Meet the twins who played the first Walton grandchild
One TV critic claimed the twins portrayed "the perfect child" in baby John Curtis.
In the sixth season of The Waltons, Mary Ellen’s son John Curtis is born, introducing the first Walton grandkid on the mountain.
In these early episodes, baby John Curtis charmed audiences so much that at least one critic deemed the new baby "the perfect child," if there ever was one seen on TV.
Playing John Curtis was a set of twins named Michael and Marshall Reed.
In the Seventies, as it was in the Fifties when I Love Lucy hired twins to play Little Ricky, it was still common to hire identical twins to play TV kids, providing a way to film more scenes each week.
This practice of hiring twins was also continued on other Seventies shows like Little House on the Prairie, which hired two sets of identical twins to play Grace and Carrie Ingalls, and perhaps most famously in the Eighties on Full House, with Mary-Kate and Ashley Olsen playing Michelle Tanner.
On The Waltons, Michael and Marshall Reed appeared in more than 50 episodes from 1978 to the show’s end in 1981.
Not much is known about the twins, including how they were cast, but Waltons star Judy Norton shared in her YouTube series “Behind the Scenes with Judy Norton” that she loved watching different family members interact with the baby boys.
"At that age, they’re not acting," Norton said. "Everything you see from a toddler that age is responding to the actual energy that they are getting off the actors they’re working with."
Norton said working with the twin toddlers was an extra challenge for the cast because sometimes the babies acted unpredictably.
She recalled one scene where John Curtis was supposed to be laying down in a crib, but when she turned around mid-scene, he was standing up and she was suddenly afraid he might try to crawl out.
"I was surprised to see him standing up in that crib," Norton said. "So, my reaction is completely ad-libbed."
Norton said this addition of the baby boys helped The Waltons feel even more like what it was depicting on TV was scenes snatched from genuine real life.
In 1983, a popular TV critic Ron Miller compiled his list of "Top 10 TV Moppets," explaining how shows like The Waltons benefited from bringing in new TV kids after the first lot grows up.
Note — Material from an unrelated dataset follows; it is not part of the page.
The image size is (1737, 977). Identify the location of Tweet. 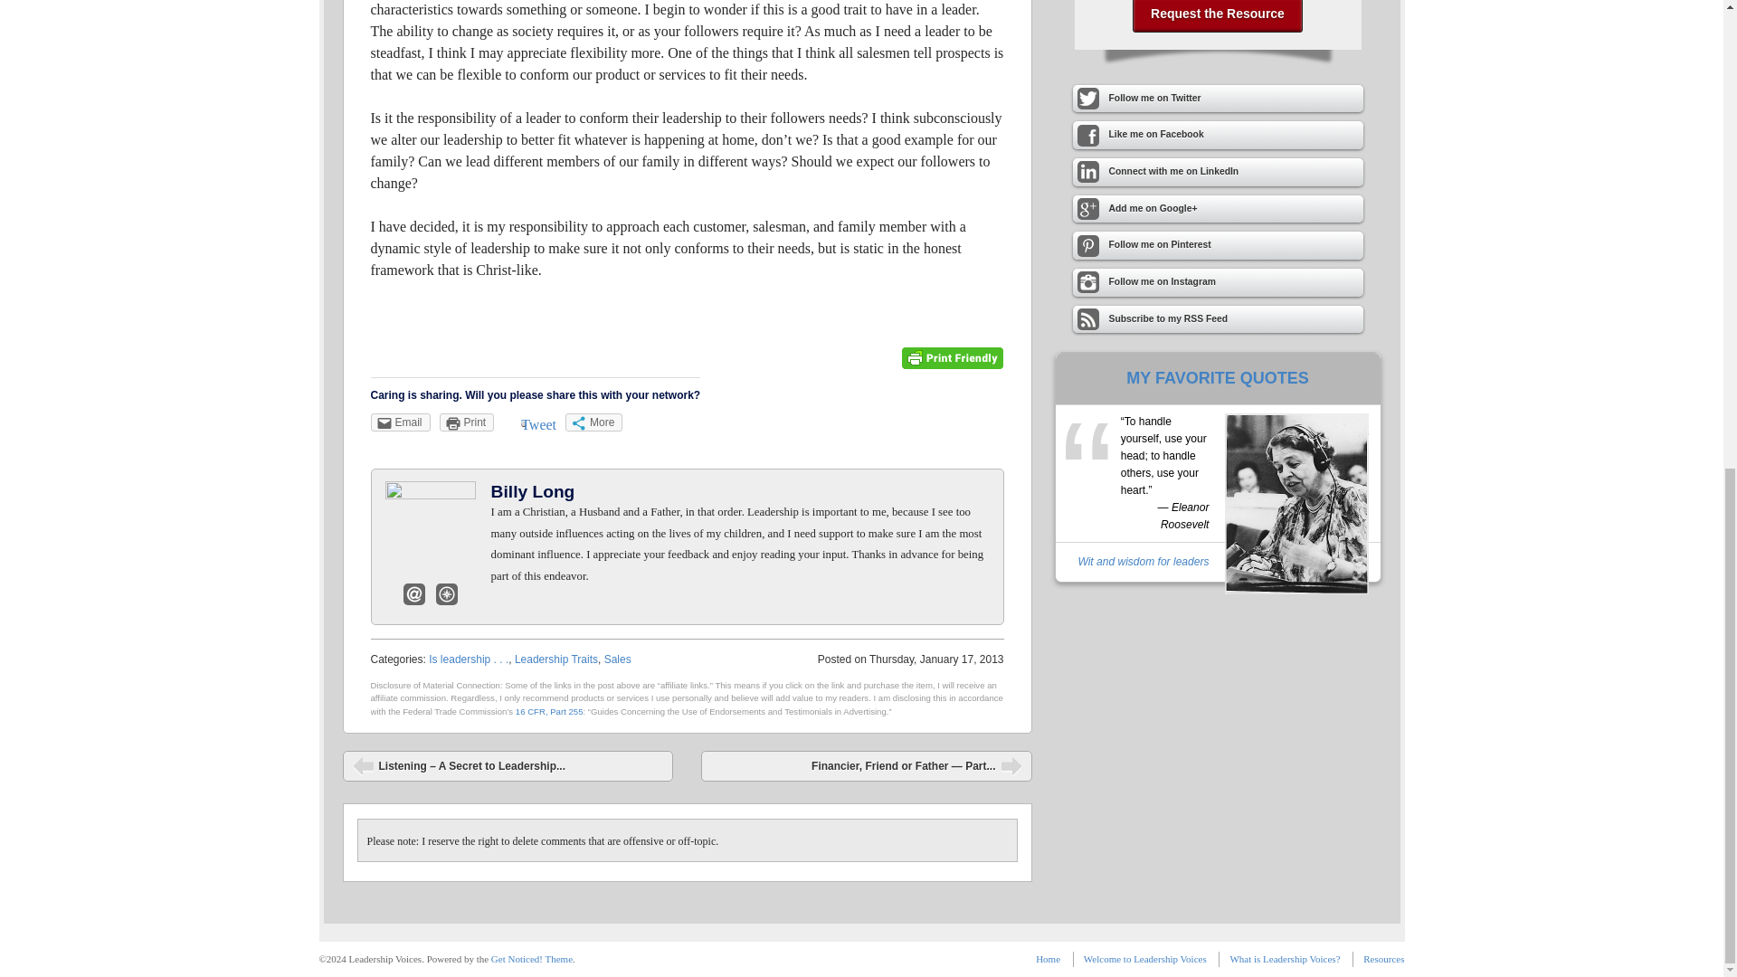
(538, 425).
He said this practice injected freshness while drawing in more kid viewers who missed the first round of kids on the show and still want someone onscreen to identify with.
"They have to be attention-getting kids," Miller wrote, putting Gary Coleman at the top of his list for his work on Diff’rent Strokes and including even older child stars who he felt perfectly conveyed youthful idealism, like Kim Fields on The Facts of Life.
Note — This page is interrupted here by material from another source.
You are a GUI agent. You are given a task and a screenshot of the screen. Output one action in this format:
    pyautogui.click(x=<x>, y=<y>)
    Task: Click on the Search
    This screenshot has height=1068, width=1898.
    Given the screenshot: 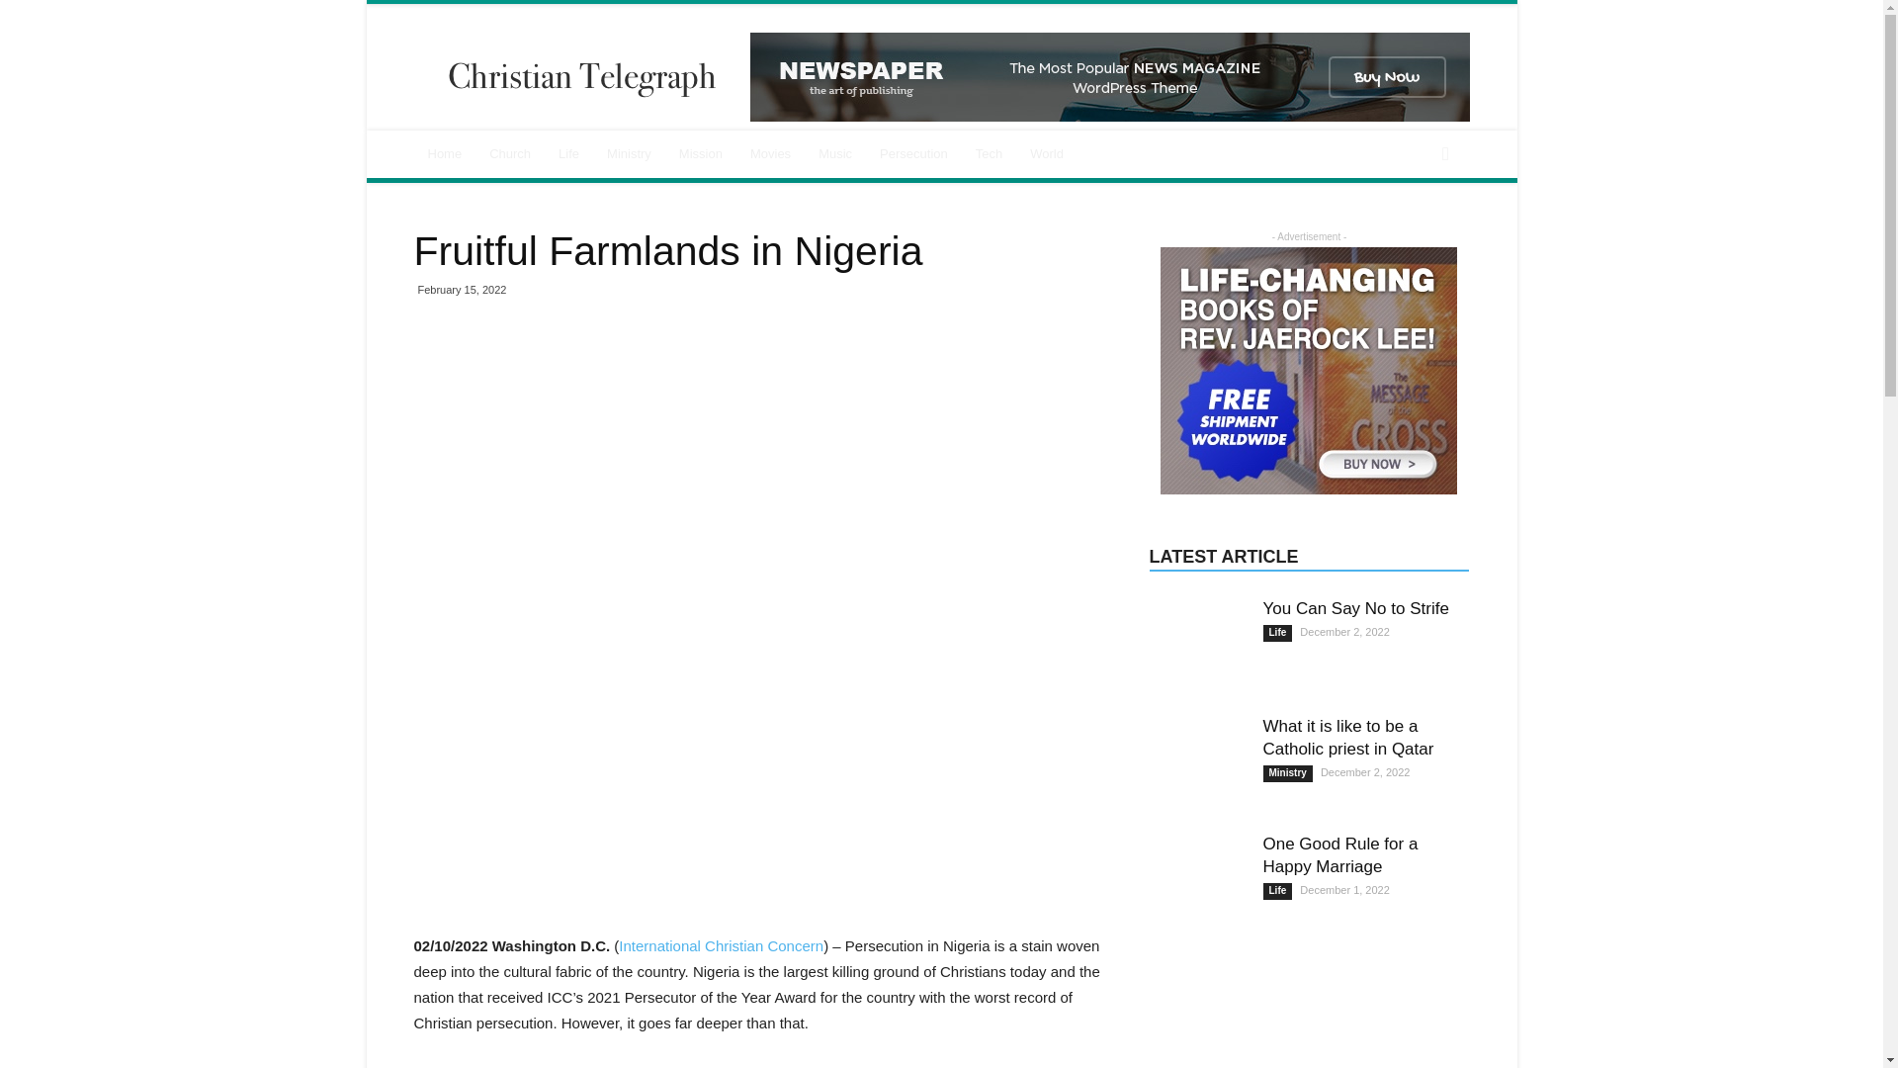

At No. 10, he listed Michael and Marshall Reed, giving them a special distinction that he described as the "Swee’ Pea Award" (named after Popeye's adoptive child) for "their one outstanding trait: They never talk, so in other words, they portray the perfect child."
After The Waltons ended, neither Michael nor Marshall acted again. (You might notice that IMDb errantly credits Michael for a role in the 1986 Alfred Hitchcock Presents episode "A Very Happy Ending." Playing the "Boyfriend" in an airport scene in that episode was the much older Michael James Reed, not then-9-year-old Michael Reed from The Waltons.)
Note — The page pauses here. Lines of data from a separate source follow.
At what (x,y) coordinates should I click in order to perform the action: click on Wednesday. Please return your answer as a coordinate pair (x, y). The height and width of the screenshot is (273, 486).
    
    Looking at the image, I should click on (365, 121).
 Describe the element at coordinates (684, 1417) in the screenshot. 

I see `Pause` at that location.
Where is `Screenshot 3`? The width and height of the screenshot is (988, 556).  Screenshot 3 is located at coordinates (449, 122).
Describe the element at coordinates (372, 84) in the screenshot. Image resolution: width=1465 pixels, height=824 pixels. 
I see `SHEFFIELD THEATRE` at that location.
It seems that after The Waltons, the twins went back to normal life and never acted again, which Norton said was basically all the twins were hired to do on the show anyway.
"I think it says a lot about the energy that we all had for real working with the young twins who played John Curtis," Norton said. "Real things happened in scenes sometimes."
13 Comments
But then he's walking, played by these twins, and I'm not sure enough time has past in real life.
But.time dilated on the show. A long build up before anyone goes overseas, then a brief time at war.